Most gardens reflect a gardener’s care and dedication. At the Albemarle home of Lucy and Robert Huff, the landscape is also, in a sense, a gallery of souvenirs. The couple have amassed not only plant specimens given as gifts by family and friends, but garden concepts collected on their travels. Ideas from around the world find their echoes in this genteel, wooded landscape.
The Huffs bought the property in 1988, though Lucy has family roots here going back generations. Forested then, it now includes a generous stretch of open lawn behind the house, framed by mature hardwoods and naturally occurring dogwoods—the trees that initially attracted them to this spot, says Robert.
Coming from a family farm where they were accustomed to caring for a large vegetable garden, they initially started to plant ornamentals in beds near the house—Delaware Valley white and Schroeder pink azaleas, plus some 15-year-old English boxwoods they’d moved from another farm.
“It was very hands-on,” says Lucy, remembering the time she planted a hillside full of ivy only to have it destroyed by deer. The couple eventually decided to invest in both a deer fence and the design services of landscape architect Ian Robertson.
The master plan Robertson drew in those early days included stone retaining walls he laid himself, a small water feature and lots of roses around the border of the rear brick patio. But the gardens have continued to develop organically over the years.
One long-term change has resulted from the growth of those lovely old trees: Beds that once received lots of sun are now in partial or full shade. One perennial bed now includes astilbe and bleeding heart; another, formerly overflowing with roses, now focuses more on ornamental lilies.
For the last four years, garden designer Leslie Harris has come on board to help maintain and develop the garden, helping to reimagine some of the now-shaded beds that Robertson had designed nearly three decades ago. “It allows me to enjoy the garden more, without feeling I can never get it all done,” says Lucy, who describes the relationship as a partnership in which ideas and caretaking responsibilities can be shared. “Lucy has fantastic ideas and a very good eye,” says Harris.
The Huffs’ travels have provided inspiration on many counts. Sunflowers pay tribute to fields where they biked in France, and daffodils recall a swath of narcissus that inspired Wordsworth in England. The berries of nandinas give dramatic red color in late fall, something that struck the Huffs on a visit to Berkeley Plantation on the James River.
In France, Lucy saw and photographed a lamppost that ended up inspiring a whole suite of custom ironwork by Stokes of England: a rose arbor, a trellis, lighting sconces and, of course, a lamppost. The rose arbor rises above an outdoor table placed on a circular terrace, made of cobblestones removed from an old street in Richmond’s Shockoe Bottom neighborhood.
After touring Butchart Gardens in British Columbia in 2004, the Huffs wanted to add a Japanese garden to the rear section of their landscape, and Robertson obliged. It boasts a variegated weeping dogwood, a tabletop Korean pine, Japanese maples with miniature mouse ear hostas peeking from underneath and other Asian ornamentals presided over by a Japanese-style gate. A bluestone walk leads through painted Japanese ferns, mondo grass and sedum.
The Huffs seem to know and appreciate every plant on their property. A big tulip poplar near the front corner of the house “is a fantastically beautiful thing when it blooms,” says Robert fondly. Nearby, a yellowwood tree makes plumes of white flowers in spring, and a pair of limbed-up dogwoods shade the house in summer but let sun through in winter, explains Lucy.
A couple of unusual trees, like a deodar cedar and a pink Kousa dogwood, help to bring scale and interest to the lawn space as it stretches back from the herb garden off the house’s rear patio. Yet some of the greatest pleasure of this landscape comes from those familiar natives that were here even before the Huffs arrived. Robert gestures to a row of tall dogwoods that, at the moment, form an unassuming row at the edge of the woods, behind lilacs and rhododendrons. “In spring, he says, “it’s just an array of white.”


- Description of the task -
Every line in the data must be transcribed exactly.
------------------------------------------------------------
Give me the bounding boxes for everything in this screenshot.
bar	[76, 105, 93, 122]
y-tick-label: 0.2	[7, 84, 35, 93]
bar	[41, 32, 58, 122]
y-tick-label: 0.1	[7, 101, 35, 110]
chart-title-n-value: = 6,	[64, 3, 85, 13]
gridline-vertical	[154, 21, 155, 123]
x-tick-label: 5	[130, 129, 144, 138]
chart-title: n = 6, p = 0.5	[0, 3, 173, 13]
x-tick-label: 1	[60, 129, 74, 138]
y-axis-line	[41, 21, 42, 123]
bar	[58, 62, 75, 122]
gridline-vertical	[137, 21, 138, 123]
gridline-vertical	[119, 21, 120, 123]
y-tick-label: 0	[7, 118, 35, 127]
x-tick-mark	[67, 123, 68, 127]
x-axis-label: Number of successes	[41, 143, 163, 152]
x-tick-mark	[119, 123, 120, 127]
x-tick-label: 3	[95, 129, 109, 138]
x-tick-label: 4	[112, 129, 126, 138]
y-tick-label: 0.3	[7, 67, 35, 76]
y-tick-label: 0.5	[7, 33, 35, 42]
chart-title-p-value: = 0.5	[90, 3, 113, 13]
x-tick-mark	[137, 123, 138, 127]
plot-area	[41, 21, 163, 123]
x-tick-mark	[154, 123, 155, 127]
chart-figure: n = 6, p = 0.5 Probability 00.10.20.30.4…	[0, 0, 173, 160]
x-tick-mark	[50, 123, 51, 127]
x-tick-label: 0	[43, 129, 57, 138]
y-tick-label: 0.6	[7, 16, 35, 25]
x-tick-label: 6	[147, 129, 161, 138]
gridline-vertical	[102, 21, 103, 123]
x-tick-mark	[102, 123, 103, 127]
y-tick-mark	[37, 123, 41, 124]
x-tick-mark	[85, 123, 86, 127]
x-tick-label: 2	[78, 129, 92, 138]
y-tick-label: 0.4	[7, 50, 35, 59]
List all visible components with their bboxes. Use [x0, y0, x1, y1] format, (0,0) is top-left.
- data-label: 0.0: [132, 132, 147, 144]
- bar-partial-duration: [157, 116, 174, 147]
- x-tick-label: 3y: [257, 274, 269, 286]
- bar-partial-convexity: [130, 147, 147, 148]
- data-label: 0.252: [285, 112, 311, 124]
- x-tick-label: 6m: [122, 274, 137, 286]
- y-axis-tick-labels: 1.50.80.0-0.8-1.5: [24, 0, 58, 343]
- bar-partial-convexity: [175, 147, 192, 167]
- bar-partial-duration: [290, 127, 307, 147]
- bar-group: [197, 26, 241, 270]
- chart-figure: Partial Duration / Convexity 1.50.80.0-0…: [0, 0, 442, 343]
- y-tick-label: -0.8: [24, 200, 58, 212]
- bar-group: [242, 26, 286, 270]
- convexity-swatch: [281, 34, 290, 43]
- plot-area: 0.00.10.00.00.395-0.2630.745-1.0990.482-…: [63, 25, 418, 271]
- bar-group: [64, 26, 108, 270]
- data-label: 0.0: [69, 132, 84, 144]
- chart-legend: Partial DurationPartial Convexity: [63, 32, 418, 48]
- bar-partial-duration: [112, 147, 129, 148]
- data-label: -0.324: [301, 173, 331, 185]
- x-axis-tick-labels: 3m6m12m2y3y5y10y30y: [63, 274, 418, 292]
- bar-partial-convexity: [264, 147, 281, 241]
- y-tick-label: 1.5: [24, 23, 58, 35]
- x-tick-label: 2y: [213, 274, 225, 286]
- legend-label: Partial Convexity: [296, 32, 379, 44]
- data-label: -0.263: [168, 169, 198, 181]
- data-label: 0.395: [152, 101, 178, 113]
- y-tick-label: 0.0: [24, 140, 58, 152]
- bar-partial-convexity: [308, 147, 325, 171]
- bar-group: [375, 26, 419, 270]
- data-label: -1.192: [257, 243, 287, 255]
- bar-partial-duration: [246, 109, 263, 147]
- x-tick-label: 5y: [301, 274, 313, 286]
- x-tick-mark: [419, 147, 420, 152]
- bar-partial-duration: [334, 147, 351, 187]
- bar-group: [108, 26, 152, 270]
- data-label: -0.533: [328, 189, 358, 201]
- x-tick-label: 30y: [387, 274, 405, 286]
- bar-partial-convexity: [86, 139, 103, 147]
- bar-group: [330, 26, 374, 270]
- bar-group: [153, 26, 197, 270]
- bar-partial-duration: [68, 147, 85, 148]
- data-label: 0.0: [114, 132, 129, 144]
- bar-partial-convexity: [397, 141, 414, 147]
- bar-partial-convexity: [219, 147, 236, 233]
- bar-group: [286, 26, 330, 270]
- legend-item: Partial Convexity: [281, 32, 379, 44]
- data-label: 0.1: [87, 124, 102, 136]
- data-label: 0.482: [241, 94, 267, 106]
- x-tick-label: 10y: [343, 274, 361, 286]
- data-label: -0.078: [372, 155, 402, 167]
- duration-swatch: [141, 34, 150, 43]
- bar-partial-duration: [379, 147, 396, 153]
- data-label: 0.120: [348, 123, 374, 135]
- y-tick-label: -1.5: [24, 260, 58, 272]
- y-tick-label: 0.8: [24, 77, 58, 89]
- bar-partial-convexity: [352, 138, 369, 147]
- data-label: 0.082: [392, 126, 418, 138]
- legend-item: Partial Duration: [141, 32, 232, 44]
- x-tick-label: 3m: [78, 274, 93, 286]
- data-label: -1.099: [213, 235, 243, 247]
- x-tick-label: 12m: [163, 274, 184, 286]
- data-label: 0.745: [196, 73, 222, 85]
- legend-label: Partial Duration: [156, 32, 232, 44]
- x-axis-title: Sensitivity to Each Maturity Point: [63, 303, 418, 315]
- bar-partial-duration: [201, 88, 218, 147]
------------------------------------------------------------
- Answer to this task -
Give me the bounding boxes for everything in this screenshot.
bar	[76, 105, 93, 122]
y-tick-label: 0.2	[7, 84, 35, 93]
bar	[41, 32, 58, 122]
y-tick-label: 0.1	[7, 101, 35, 110]
chart-title-n-value: = 6,	[64, 3, 85, 13]
gridline-vertical	[154, 21, 155, 123]
x-tick-label: 5	[130, 129, 144, 138]
chart-title: n = 6, p = 0.5	[0, 3, 173, 13]
x-tick-label: 1	[60, 129, 74, 138]
y-axis-line	[41, 21, 42, 123]
bar	[58, 62, 75, 122]
gridline-vertical	[137, 21, 138, 123]
gridline-vertical	[119, 21, 120, 123]
y-tick-label: 0	[7, 118, 35, 127]
x-tick-mark	[67, 123, 68, 127]
x-axis-label: Number of successes	[41, 143, 163, 152]
x-tick-mark	[119, 123, 120, 127]
x-tick-label: 3	[95, 129, 109, 138]
x-tick-label: 4	[112, 129, 126, 138]
y-tick-label: 0.3	[7, 67, 35, 76]
y-tick-label: 0.5	[7, 33, 35, 42]
chart-title-p-value: = 0.5	[90, 3, 113, 13]
x-tick-mark	[137, 123, 138, 127]
plot-area	[41, 21, 163, 123]
x-tick-mark	[154, 123, 155, 127]
chart-figure: n = 6, p = 0.5 Probability 00.10.20.30.4…	[0, 0, 173, 160]
x-tick-mark	[50, 123, 51, 127]
x-tick-label: 0	[43, 129, 57, 138]
y-tick-label: 0.6	[7, 16, 35, 25]
x-tick-label: 6	[147, 129, 161, 138]
gridline-vertical	[102, 21, 103, 123]
x-tick-mark	[102, 123, 103, 127]
y-tick-mark	[37, 123, 41, 124]
x-tick-mark	[85, 123, 86, 127]
x-tick-label: 2	[78, 129, 92, 138]
y-tick-label: 0.4	[7, 50, 35, 59]
List all visible components with their bboxes. Use [x0, y0, x1, y1] format, (0,0) is top-left.
- data-label: 0.0: [132, 132, 147, 144]
- bar-partial-duration: [157, 116, 174, 147]
- x-tick-label: 3y: [257, 274, 269, 286]
- bar-partial-convexity: [130, 147, 147, 148]
- data-label: 0.252: [285, 112, 311, 124]
- x-tick-label: 6m: [122, 274, 137, 286]
- y-axis-tick-labels: 1.50.80.0-0.8-1.5: [24, 0, 58, 343]
- bar-partial-convexity: [175, 147, 192, 167]
- bar-partial-duration: [290, 127, 307, 147]
- bar-group: [197, 26, 241, 270]
- chart-figure: Partial Duration / Convexity 1.50.80.0-0…: [0, 0, 442, 343]
- y-tick-label: -0.8: [24, 200, 58, 212]
- bar-group: [242, 26, 286, 270]
- convexity-swatch: [281, 34, 290, 43]
- plot-area: 0.00.10.00.00.395-0.2630.745-1.0990.482-…: [63, 25, 418, 271]
- bar-group: [64, 26, 108, 270]
- data-label: 0.0: [69, 132, 84, 144]
- chart-legend: Partial DurationPartial Convexity: [63, 32, 418, 48]
- bar-partial-duration: [112, 147, 129, 148]
- data-label: -0.324: [301, 173, 331, 185]
- x-axis-tick-labels: 3m6m12m2y3y5y10y30y: [63, 274, 418, 292]
- bar-partial-convexity: [264, 147, 281, 241]
- y-tick-label: 1.5: [24, 23, 58, 35]
- x-tick-label: 2y: [213, 274, 225, 286]
- legend-label: Partial Convexity: [296, 32, 379, 44]
- data-label: -0.263: [168, 169, 198, 181]
- data-label: 0.395: [152, 101, 178, 113]
- y-tick-label: 0.0: [24, 140, 58, 152]
- bar-partial-convexity: [308, 147, 325, 171]
- bar-group: [375, 26, 419, 270]
- data-label: -1.192: [257, 243, 287, 255]
- bar-partial-duration: [246, 109, 263, 147]
- x-tick-label: 5y: [301, 274, 313, 286]
- x-tick-mark: [419, 147, 420, 152]
- bar-partial-duration: [334, 147, 351, 187]
- bar-group: [108, 26, 152, 270]
- data-label: -0.533: [328, 189, 358, 201]
- x-tick-label: 30y: [387, 274, 405, 286]
- bar-partial-convexity: [86, 139, 103, 147]
- bar-group: [330, 26, 374, 270]
- bar-group: [153, 26, 197, 270]
- bar-partial-duration: [68, 147, 85, 148]
- data-label: 0.0: [114, 132, 129, 144]
- bar-partial-convexity: [397, 141, 414, 147]
- bar-partial-convexity: [219, 147, 236, 233]
- bar-group: [286, 26, 330, 270]
- legend-item: Partial Convexity: [281, 32, 379, 44]
- data-label: 0.1: [87, 124, 102, 136]
- data-label: 0.482: [241, 94, 267, 106]
- x-tick-label: 10y: [343, 274, 361, 286]
- data-label: -0.078: [372, 155, 402, 167]
- duration-swatch: [141, 34, 150, 43]
- bar-partial-duration: [379, 147, 396, 153]
- data-label: 0.120: [348, 123, 374, 135]
- y-tick-label: -1.5: [24, 260, 58, 272]
- y-tick-label: 0.8: [24, 77, 58, 89]
- bar-partial-convexity: [352, 138, 369, 147]
- data-label: 0.082: [392, 126, 418, 138]
- legend-item: Partial Duration: [141, 32, 232, 44]
- x-tick-label: 3m: [78, 274, 93, 286]
- data-label: -1.099: [213, 235, 243, 247]
- x-tick-label: 12m: [163, 274, 184, 286]
- data-label: 0.745: [196, 73, 222, 85]
- legend-label: Partial Duration: [156, 32, 232, 44]
- x-axis-title: Sensitivity to Each Maturity Point: [63, 303, 418, 315]
- bar-partial-duration: [201, 88, 218, 147]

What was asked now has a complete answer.